"No," I said, groaning; "but I banged my head. She did not say it was a trap-door."

We ascended the stairs a second time—this time most cautiously on our hands and knees. Above us, at the end, we could feel, with upleaping of spirit, a wooden ceiling.

"Ah, I have the cord!" he exclaimed.

The next instant we heard a faint but most comforting tinkle somewhere above us. Before we had time to wonder whether any marked it but us, we heard steps overhead, and a noise as of a chest being pulled about, and then the trap lifted. We climbed out into a silk-mercer's shop.

"Faith, my man," said M. Étienne to the little bourgeois who had opened to us, "I am glad to see you appear so promptly."

He looked at us, somewhat troubled or alarmed.

"You must have met—" he suggested with hesitancy.

"Yes," said M. Étienne; "but he did not object. We are, of course, of the initiated."

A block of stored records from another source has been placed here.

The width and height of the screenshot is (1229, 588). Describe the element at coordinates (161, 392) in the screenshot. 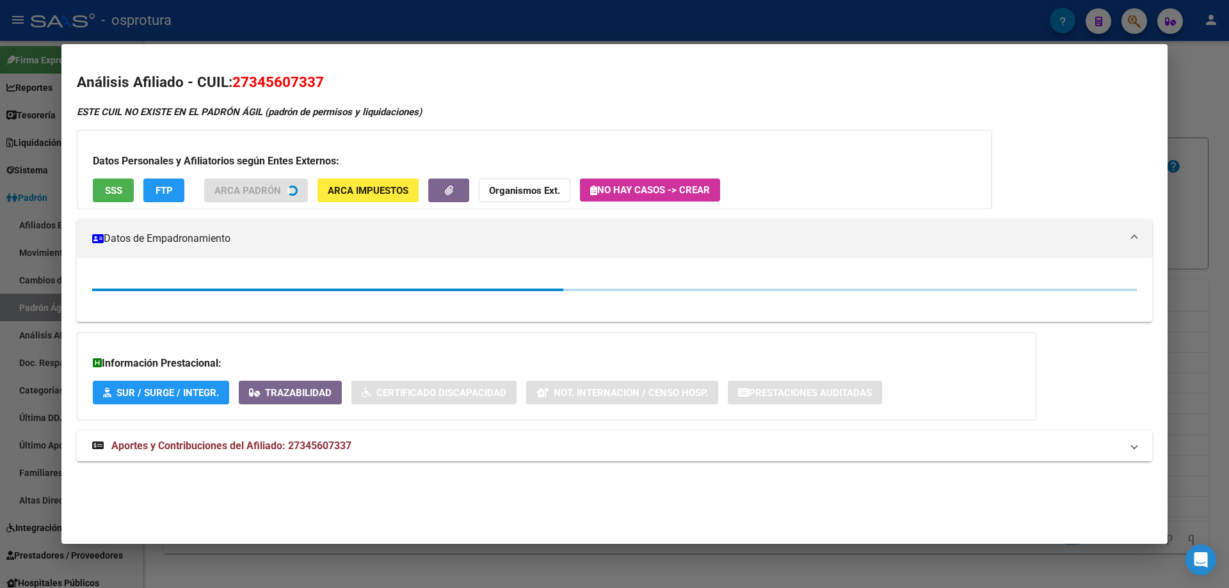

I see `button: SUR / SURGE / INTEGR.` at that location.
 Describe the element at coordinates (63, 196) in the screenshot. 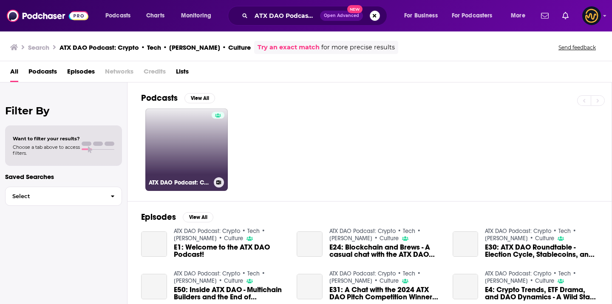

I see `button: Select` at that location.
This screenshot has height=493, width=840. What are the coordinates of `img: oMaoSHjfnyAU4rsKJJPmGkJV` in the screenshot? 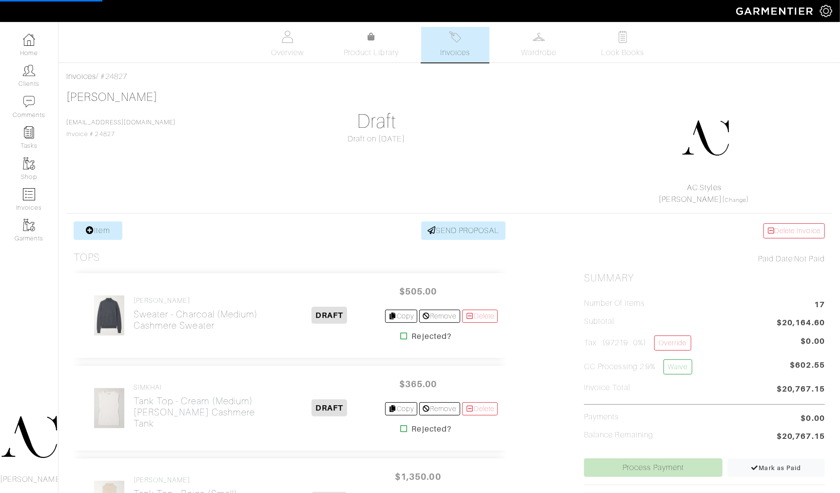 It's located at (109, 315).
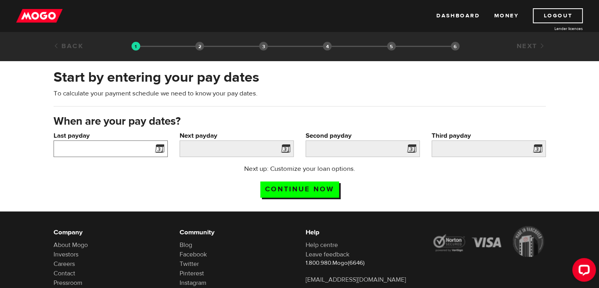  I want to click on h6: Community, so click(237, 232).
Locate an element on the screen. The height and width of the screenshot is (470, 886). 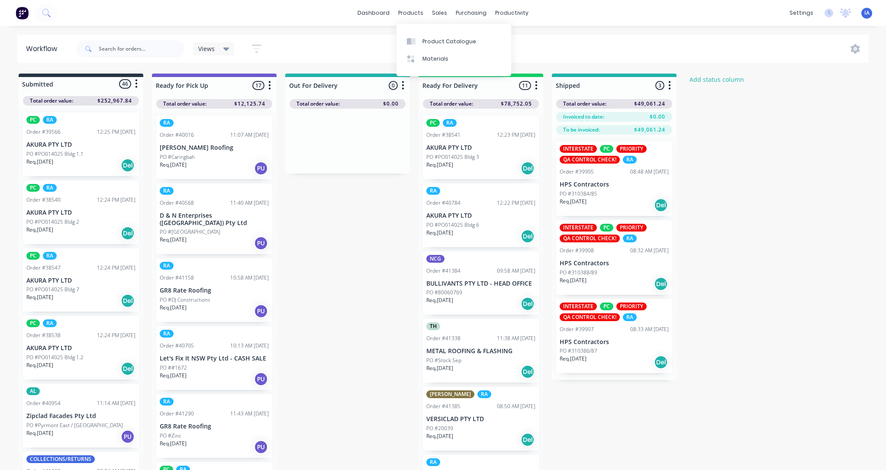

"Of course, of course," the little fellow assented, with a funny assumption of knowing all about it. "Not every one has the secret of the passage. Well, I can call myself a lucky man. 'Tis mighty few mercers have a duke in their shop as often as I."

We looked curiously about us. The shop was low and dim, with piles of stuff in rolls on the shelves, and other stuffs lying loose on the counter before us, as if the man had just been measuring them—gorgeous brocades and satins. Above us, a bell on the rafter still quivered.